Greg explained that over the last year or so, his group within Motorola Mobility IT has built up a portfolio of over 20 mobile apps. They’ve tried pretty much all the deployment alternatives, as they attempted to answer the question “how do you distribute apps securely and effectively to employees?” Most enterprises can arrive at good deployment choices by thinking about the answers to these questions:
That sets the context for deployment choices. Now let’s look at the different approaches available to you. These are listed in the order in which you will likely try them - from the simplest first, up to increasingly elaborate as your number of users scales up.
Greg’s team did develop our own private enterprise market, once the scale of use justified the investment. Motorola Mobility’s enterprise market has a client app, which works with the Amazon web services back end. The client has a Json configuration file which is used to load a SQLite database on the device (it holds data like installed apps and versions). We support group identities and can provision different versions of an app to different groups.
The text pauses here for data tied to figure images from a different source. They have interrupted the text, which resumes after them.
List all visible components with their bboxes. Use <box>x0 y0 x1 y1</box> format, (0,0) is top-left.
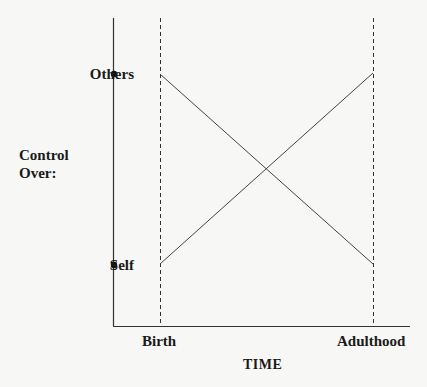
y-axis-title: Control Over: <box>19 146 99 182</box>
y-axis-title-line2: Over: <box>19 164 99 182</box>
x-tick-adulthood: Adulthood <box>337 332 405 350</box>
x-axis-title: TIME <box>243 356 282 374</box>
x-tick-birth: Birth <box>142 332 176 350</box>
y-tick-others: Others <box>90 65 134 83</box>
y-tick-self: Self <box>110 256 134 274</box>
y-axis-title-line1: Control <box>19 146 99 164</box>
diagram-canvas <box>0 0 427 387</box>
We made the decision not to support any devices earlier than Android API level 5 (Eclair) because that’s when the android.accounts.AccountManager class support came in. Android 1.x releases are in use on just 2% of handsets according to this version use chart for December 2011, compiled from Android Market users.
Google regularly updates that market share chart, and you can find the data here.
Our most popular app is the mobile employee web portal, followed by the conference room maps, with the “conference call one click dialler” bringing up third place. We know this kind of data because our installer includes an audit trail - each download writes a new line of detail in a Google cloud spreadsheet. This lets us check that the right versions of our mobile apps are getting to the right people. For the future, we want to blend some device management into our market, and support the capability to push enterprise apps onto devices.
The bottom line here is that there are many choices for installing apps onto user devices. Start with something simple, and as you need to scale, go as far as you need along the path towards running your own enterprise market. But, to keep costs reasonable, only go as far as you need to, and no further.